England has not done well with 'taxing the rich'.

It really doesn't matter. When you tax the 'rich', you simply raise the price for goods and services at the bottom.

THis approach does not work, but it is repeated endlessly. I wonder why that is?

I do not understand why this is hard to understand.
Every time in this country that taxes are CUT, GNP, wages, and employement go up. Now, have we stopped the 'greedy' from getting rich? No, but we have made it better for every one.

Corporations, and 'rich' people do not sit on bars of gold. They buy things. They make more toasters. They commision more factorys and more buildings to be built. This in turn requires them to SPEND money.

YOu would do better to address offshore profits.
munk

We'll sing that together when we're selling apples in the streets together here in anothe 20 years;)
 
I don't know what to do. There's a hell of an argument for letting it all go and seeing what happens. We couldn't do much worse. Lower capital gains taxes to nothing. Stop corporation tax. Get a flat personal tax.

IT really doesn't matter how much they make. We can't stop it. There is no idea I've heard in 40 years about how to make it 'fair'.

I suspect someday we will have health care. Canadians will not longer cross our borders to get much needed services when that happens. No sense waiting in line here when you can wait in line from home.

Walmart citizens.

I've always said the Working Man will never win his own revolution.



munk
 
It may be dangerous for me to step into the middle of this conversation, but I know munk and hollow are pals so I don't mind putting myself on the firing line.
What I see is that you're both saying that we should have a more equitable system. Something a little more fair, no? The problem, as I see it, is that neither of your approaches will accomplish that goal. You aren't proposing different economic systems, just different types of the same (liberal capitalism). You're both trying to fix a system that will never benefit anybody but the powerful. Is it not apparent that we are all cattle for their profit? Everything we do re-distributes money upward. Even if the rich do build factories and provide jobs, the goal is personal gain. Profit, and not ours. We go to work all day in exchange for little tokens that we immediately give back to wealthier parties in exchange for our very means of existence. The only way to win is not to play. Rather than waste our time and effort arguing about how we want to be robbed, why not do things simply because they must be done for society to function?
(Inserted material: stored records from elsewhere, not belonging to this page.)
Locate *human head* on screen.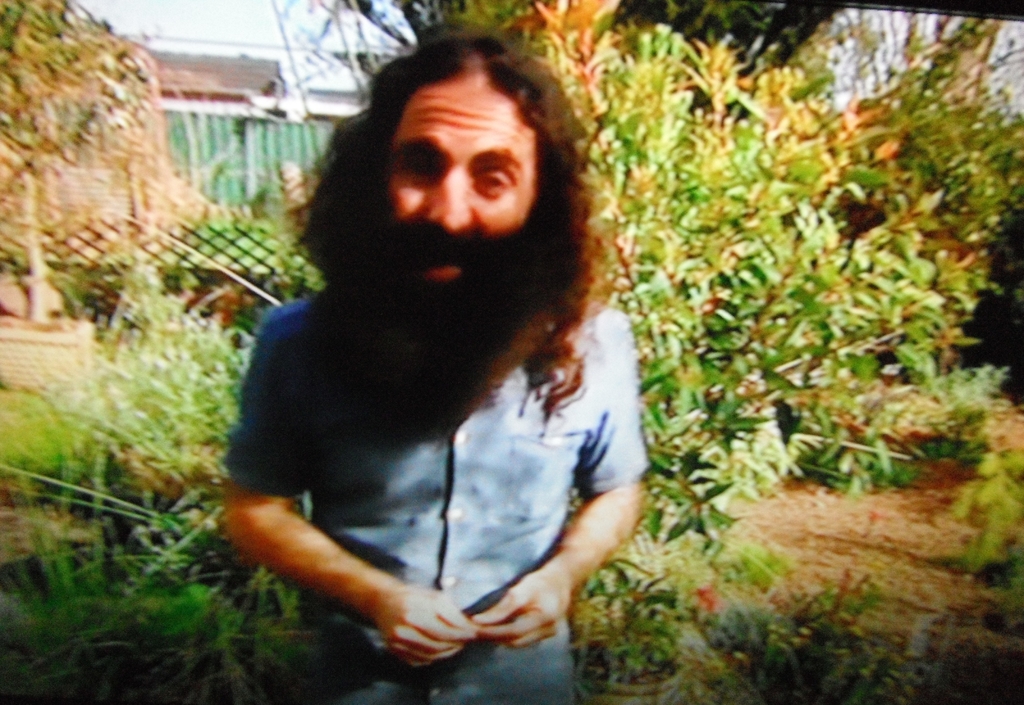
On screen at select_region(333, 24, 593, 347).
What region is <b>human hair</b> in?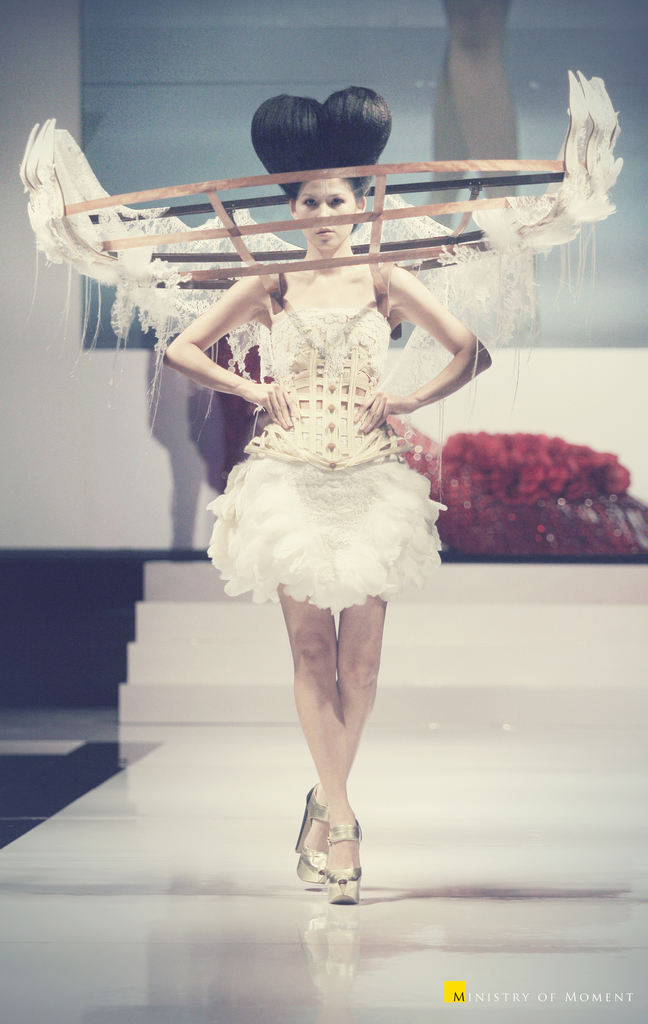
{"x1": 239, "y1": 79, "x2": 403, "y2": 185}.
Of course somebody will point out that this isn't possible. Not now, anyway. A tribal society with caste divisions would have little difficulty functioning on a gift economy. I do not advocate a solution for our present situation because I see little point in trying to put band-aids on a dying civilization devoid of culture or values other than consumerism. I only hope we survive ourselves and move on to something better.

-Tycho-
 
Even if the rich do build factories and provide jobs, the goal is personal gain. Profit, and not ours.

Respectfully, the thing that has made America great, financially, is the ability of each to pursue his own economic self-interest. Russian communism worked *a little bit*, but only when laws restricting working for personal gain were relaxed, and there was an economic incentive to work.
 
Spectre said:
Respectfully, the thing that has made America great, financially, is the ability of each to pursue his own economic self-interest.

Indeed, the US has financial might. I will not dispute that many have become wealthy by this system and in turn the nation has shared the benefits of that wealth. However, economic status is a poor indication of greatness. Sure, we're fantastically rich by world standards, but it's come at the cost of culture, heritage, unspoiled wilderness, clean air and water, and ideals higher than self-interest. If you don't care about material wealth, what good is an economy? It serves no purpose in a society that's more interested in philosophy and spirituality than getting their hands on the newest iPod.